Review of The Outpost

The Outpost (2019)
8/10
Another Ambitious, Deeply Personal Piece by Rod Lurie
31 July 2020
The Outpost of the title was a U.S. military site designed to enlist residents in social expansion, but was located at the base of high mountains just miles from the border. U.S. and local soldiers and advisers would confront a never-ending loom of attack by rebels, who ultimately decided to make a statement.

The key to this story and the way it is told is found in how completely unpredictably and abruptly the exchange of fire must be in warfare, especially in this precarious scenario. This is a defining feature of this movie, in its structure, in its suspense and in its character dynamics. The characters in Rod Lurie's The Outpost are young who may generally share the same age bracket but who are nonetheless at varying staging of life, displaced and frustrated guys who will be chewing the fat one second and covering their comrades in the next, against totally unseen enemies.

I can only hope that movie-fan enthusiasm had a role to play in the casting of Clint Eastwood's son, Mel Gibson's son and Mick Jagger's son.
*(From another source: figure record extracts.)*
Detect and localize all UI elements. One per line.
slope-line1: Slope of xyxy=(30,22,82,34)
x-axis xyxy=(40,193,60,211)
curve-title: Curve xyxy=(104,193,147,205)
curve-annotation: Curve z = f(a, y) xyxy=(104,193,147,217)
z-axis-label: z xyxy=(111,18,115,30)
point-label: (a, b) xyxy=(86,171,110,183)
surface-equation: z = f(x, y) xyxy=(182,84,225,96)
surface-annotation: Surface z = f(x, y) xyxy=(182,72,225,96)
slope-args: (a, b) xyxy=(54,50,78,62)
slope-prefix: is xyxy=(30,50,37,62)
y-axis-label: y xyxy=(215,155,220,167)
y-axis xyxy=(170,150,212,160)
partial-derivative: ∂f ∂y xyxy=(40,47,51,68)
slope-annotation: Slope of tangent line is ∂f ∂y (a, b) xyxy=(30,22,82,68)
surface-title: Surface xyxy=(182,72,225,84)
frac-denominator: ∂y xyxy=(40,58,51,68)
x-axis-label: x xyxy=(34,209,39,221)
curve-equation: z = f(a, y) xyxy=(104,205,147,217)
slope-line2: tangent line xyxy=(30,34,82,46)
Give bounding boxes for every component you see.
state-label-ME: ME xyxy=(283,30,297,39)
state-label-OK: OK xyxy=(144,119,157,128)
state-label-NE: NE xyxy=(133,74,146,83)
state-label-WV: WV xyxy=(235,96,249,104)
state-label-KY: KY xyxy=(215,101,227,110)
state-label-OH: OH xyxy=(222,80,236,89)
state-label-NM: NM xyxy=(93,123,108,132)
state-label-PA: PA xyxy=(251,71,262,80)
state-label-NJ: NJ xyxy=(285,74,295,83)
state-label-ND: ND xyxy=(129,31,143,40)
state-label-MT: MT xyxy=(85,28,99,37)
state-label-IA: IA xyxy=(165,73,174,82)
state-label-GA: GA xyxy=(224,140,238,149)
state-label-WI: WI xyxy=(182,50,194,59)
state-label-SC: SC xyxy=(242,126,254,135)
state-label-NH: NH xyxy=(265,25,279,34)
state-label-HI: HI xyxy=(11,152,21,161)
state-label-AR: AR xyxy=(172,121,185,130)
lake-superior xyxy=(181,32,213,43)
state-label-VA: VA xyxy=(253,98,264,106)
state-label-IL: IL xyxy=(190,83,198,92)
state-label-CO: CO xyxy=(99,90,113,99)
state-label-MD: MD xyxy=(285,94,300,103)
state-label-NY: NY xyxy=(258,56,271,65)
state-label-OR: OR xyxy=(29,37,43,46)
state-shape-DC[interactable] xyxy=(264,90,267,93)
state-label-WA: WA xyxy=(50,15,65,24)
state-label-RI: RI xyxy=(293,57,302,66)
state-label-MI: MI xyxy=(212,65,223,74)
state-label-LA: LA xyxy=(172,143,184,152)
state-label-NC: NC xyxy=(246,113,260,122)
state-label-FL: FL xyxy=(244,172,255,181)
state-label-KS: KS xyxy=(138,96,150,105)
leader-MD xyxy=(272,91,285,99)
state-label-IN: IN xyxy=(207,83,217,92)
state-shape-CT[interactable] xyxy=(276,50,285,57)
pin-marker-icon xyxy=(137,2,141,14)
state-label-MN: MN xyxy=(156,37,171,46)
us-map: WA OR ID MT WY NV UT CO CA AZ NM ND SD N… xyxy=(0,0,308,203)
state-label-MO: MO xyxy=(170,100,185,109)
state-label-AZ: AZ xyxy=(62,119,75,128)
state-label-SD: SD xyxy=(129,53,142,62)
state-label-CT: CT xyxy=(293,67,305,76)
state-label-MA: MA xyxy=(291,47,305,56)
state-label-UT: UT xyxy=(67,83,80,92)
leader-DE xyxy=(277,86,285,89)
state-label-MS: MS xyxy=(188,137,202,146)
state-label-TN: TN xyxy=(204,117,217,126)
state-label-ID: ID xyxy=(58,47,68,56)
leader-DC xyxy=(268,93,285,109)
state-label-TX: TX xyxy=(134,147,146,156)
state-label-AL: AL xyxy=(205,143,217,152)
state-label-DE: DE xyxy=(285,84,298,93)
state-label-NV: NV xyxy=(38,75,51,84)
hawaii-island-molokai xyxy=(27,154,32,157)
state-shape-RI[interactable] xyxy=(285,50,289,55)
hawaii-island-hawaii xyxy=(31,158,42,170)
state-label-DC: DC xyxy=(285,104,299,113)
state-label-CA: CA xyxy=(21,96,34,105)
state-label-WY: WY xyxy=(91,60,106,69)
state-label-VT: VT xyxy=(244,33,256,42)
They vary in their level of presence, but the film never conventionally signals when someone more "important" than someone else is on-screen. Everyone stacks up with each other, and they're all naturalistically revealed. Scott Eastwood, for one, has countless moments during which he must do something mortally risky while exposing his crippling fears, born out of empathy and experience.
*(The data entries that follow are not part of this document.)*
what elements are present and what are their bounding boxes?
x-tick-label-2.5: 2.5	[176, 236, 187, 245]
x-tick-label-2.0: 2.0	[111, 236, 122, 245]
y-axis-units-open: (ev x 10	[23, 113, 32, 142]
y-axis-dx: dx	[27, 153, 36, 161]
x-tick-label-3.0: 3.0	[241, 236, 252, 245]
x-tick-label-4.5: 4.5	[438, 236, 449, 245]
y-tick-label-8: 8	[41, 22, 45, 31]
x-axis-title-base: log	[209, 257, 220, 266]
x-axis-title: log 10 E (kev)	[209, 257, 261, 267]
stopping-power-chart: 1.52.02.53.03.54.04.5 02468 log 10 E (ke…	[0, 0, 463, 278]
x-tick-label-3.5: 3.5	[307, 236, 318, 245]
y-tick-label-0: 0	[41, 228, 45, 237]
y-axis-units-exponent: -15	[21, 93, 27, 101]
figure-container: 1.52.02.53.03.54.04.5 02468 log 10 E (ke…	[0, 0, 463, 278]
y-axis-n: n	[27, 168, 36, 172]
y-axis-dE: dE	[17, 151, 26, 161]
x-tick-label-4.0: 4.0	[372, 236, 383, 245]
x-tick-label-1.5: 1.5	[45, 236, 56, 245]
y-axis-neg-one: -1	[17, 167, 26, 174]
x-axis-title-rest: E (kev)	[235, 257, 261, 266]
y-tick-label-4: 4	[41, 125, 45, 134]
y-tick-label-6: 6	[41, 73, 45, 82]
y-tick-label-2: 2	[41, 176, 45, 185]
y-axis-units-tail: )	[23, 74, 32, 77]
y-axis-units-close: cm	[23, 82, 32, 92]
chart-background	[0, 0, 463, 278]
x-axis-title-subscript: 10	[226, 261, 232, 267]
I'm aware that many professional reviews agree that Caleb Landry Jones steals it. There is no denying that. What viewers need to know is that performance in a movie this maturely crafted, this carefully pragmatic about its potentially sensationalized subject matter, is not about centering any one character. Rod knows particularly well how loyal and synergetic soldiers are in platoons, squadrons and outposts.

Jones is an inspired thread the film holds from the start to its final, crushing cut to black. Lurie understands how we all feel about the possibility of being involved in warfare, and how far out of one's element we would look to the rest of our squadron. The gift Jones gives us is the deeply felt human response to being in the very thick of the situation. He is alienated by the squad, because he is not like them. He wouldn't seem especially weird were it not for the fact that he is surrounded by "proper" pedigrees of American warrior.

But somehow, in a brutal, tragic war film, there are no bad guys. No single deed is without dimension. Lurie has always been specific and definite in his choices. Here it is in how carefully everything plays out before an anxious camera which seems to be a silent addition to the cast.

We are left with a story that is so compelling because no matter how immersed we become in it, how inescapable the thick of it feels, it is a needle in the haystack of stories like it, and other stories at other tiers of what has happened since we put troops in Afghanistan. One of the most important reasons why it is not an action-packed film, despite how sudden, brutal and prolonged the battle sequences are, is because it takes the time to show us regime change in a microcosm, how leadership matters, and affects what happens to those depending on it. It's a lesson we can all afford to take time to understand, for what should be terribly obvious reasons.